The camera swings wildly toward the house. A screen door slams—nobody exits. The glass reflects a white sky and a figure, featureless, holding the camera. For two seconds, you see the videographer’s face: a woman in her late 20s, expression unreadable. Sunglasses. A small tattoo on her collarbone—a swallow, or a sparrow. Then she turns away.
Watch it once. You’ll remember the blue chair. Watch it twice. You’ll hear the sniffle. Watch it three times. You’ll realize: the person holding the camera never speaks because they have nothing left to say.
Four years later, the camera was sold on eBay. The hard drive it lived on was wiped, reformatted, used for college essays. But 00022.MTS was copied—first to a desktop, then to a laptop, then to a USB stick, then to a cloud folder named “Misc.” It survived because no one bothered to delete it. 00022.MTS
The file naming convention ( 00022 ) suggests it was one of many—perhaps a hundred clips on a now-dead SD card. The surrounding files ( 00021.MTS , 00023.MTS ) are missing. Corrupted. Deleted intentionally? The creation date (embedded in the stream’s PMT) is .
★★★★☆ (4/5) – Technically flawed, emotionally devastating. End of write-up. The camera swings wildly toward the house
The camera pans right, too fast. Motion blur smears the trees into watercolor. You catch a blue Adirondack chair , peeling paint. A red plastic cup on its arm, half-full of rainwater. A dragonfly lands on the cup’s rim. The autofocus hunts, loses it, finds it again. The insect does not care. This is not about you.

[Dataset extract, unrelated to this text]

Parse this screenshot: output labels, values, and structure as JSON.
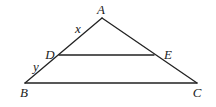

The shot lowers. Grass. A child’s toy—a yellow dump truck—half-buried in mud. Then the camera rises and holds on an empty swing set. Chains creak in the wind. No child. The absence is the subject. For two seconds, you see the videographer’s face:
File Path: ROOT/DCIM/100PRIVATE/00022.MTS Format: AVCHD (Advanced Video Coding High Definition) Duration: 00:03:17:03 (approx.) Hash (MD5): 7E4A9F2B... (partial) Status: Single take. No post-production. No metadata scrub. 1. Technical Context 00022.MTS is a digital fossil. It lives in the liminal space of early consumer high-definition—an era (circa 2008–2012) when tape was dead but cloud storage had not yet killed the local hard drive. The .MTS container is a transport stream, originally designed for broadcast reliability. It does not edit cleanly; it is meant to be played linearly, like a scroll.